IDEAS home Printed from https://ideas.repec.org/p/ecj/ac2002/34.html

Labour Force Participation and Marital Fertility of Italian Women: The Role of Education

Author

Listed:
  • Bratti, Massimiliano

    (Universita degli Studi di Ancona, Italy)

Abstract

This paper uses data from the 1993 Survey of Household Income and Wealth of the Bank of Italy in order to estimate a reduced form purist model of female marital fertility and labour force participation. In particular, we focus our attention on the effect of formal education on both fertility and labour force participation behaviour. Our estimates show a U-shaped pattern of fertility by education and that highly educated women postpone fertility and have a higher labour market attachment. Furthermore, cultural factors related to the gender role model prevailing in a family are of central importance.

Suggested Citation

  • Bratti, Massimiliano, 2002. "Labour Force Participation and Marital Fertility of Italian Women: The Role of Education," Royal Economic Society Annual Conference 2002 34, Royal Economic Society.
  • Handle: RePEc:ecj:ac2002:34
    as

    Download full text from publisher

    File URL: http://repec.org/res2002/Bratti.pdf
    File Function: full text
    Download Restriction: no
    ---><---

    Other versions of this item:

    More about this item

    JEL classification:

    • J13 - Labor and Demographic Economics - - Demographic Economics - - - Fertility; Family Planning; Child Care; Children; Youth
    • J22 - Labor and Demographic Economics - - Demand and Supply of Labor - - - Time Allocation and Labor Supply

    NEP fields

    This paper has been announced in the following NEP Reports:

    Statistics

    Access and download statistics

    Corrections

    All material on this site has been provided by the respective publishers and authors. You can help correct errors and omissions. When requesting a correction, please mention this item's handle: RePEc:ecj:ac2002:34. See general information about how to correct material in RePEc.

    If you have authored this item and are not yet registered with RePEc, we encourage you to do it here. This allows to link your profile to this item. It also allows you to accept potential citations to this item that we are uncertain about.

    We have no bibliographic references for this item. You can help adding them by using this form .

    If you know of missing items citing this one, you can help us creating those links by adding the relevant references in the same way as above, for each refering item. If you are a registered author of this item, you may also want to check the "citations" tab in your RePEc Author Service profile, as there may be some citations waiting for confirmation.

    For technical questions regarding this item, or to correct its authors, title, abstract, bibliographic or download information, contact: Christopher F. Baum (email available below). General contact details of provider: https://edirc.repec.org/data/resssea.html .

    Please note that corrections may take a couple of weeks to filter through the various RePEc services.

    IDEAS is a RePEc service. RePEc uses bibliographic data supplied by the respective publishers.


## TASK OBJECTIVE:
Would you output the entries below only from the line containing "get bbox for" through the line containing "Screen is 1024x781.", exactly as they stand and with both ends included?

## DATA FOR THIS TASK:
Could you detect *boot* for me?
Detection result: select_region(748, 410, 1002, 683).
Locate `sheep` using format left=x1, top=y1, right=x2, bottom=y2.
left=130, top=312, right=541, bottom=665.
...
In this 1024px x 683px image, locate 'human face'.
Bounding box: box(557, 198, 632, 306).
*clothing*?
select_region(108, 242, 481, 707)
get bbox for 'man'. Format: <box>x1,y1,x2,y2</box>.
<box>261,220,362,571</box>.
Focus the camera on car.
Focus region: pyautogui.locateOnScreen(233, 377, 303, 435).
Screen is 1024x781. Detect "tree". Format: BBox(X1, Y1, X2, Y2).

## RESULT OF THE EXERCISE:
get bbox for 'man'. Format: <box>x1,y1,x2,y2</box>.
<box>261,220,362,571</box>.
Focus the camera on car.
Focus region: pyautogui.locateOnScreen(233, 377, 303, 435).
Screen is 1024x781. Detect "tree". Format: BBox(X1, Y1, X2, Y2).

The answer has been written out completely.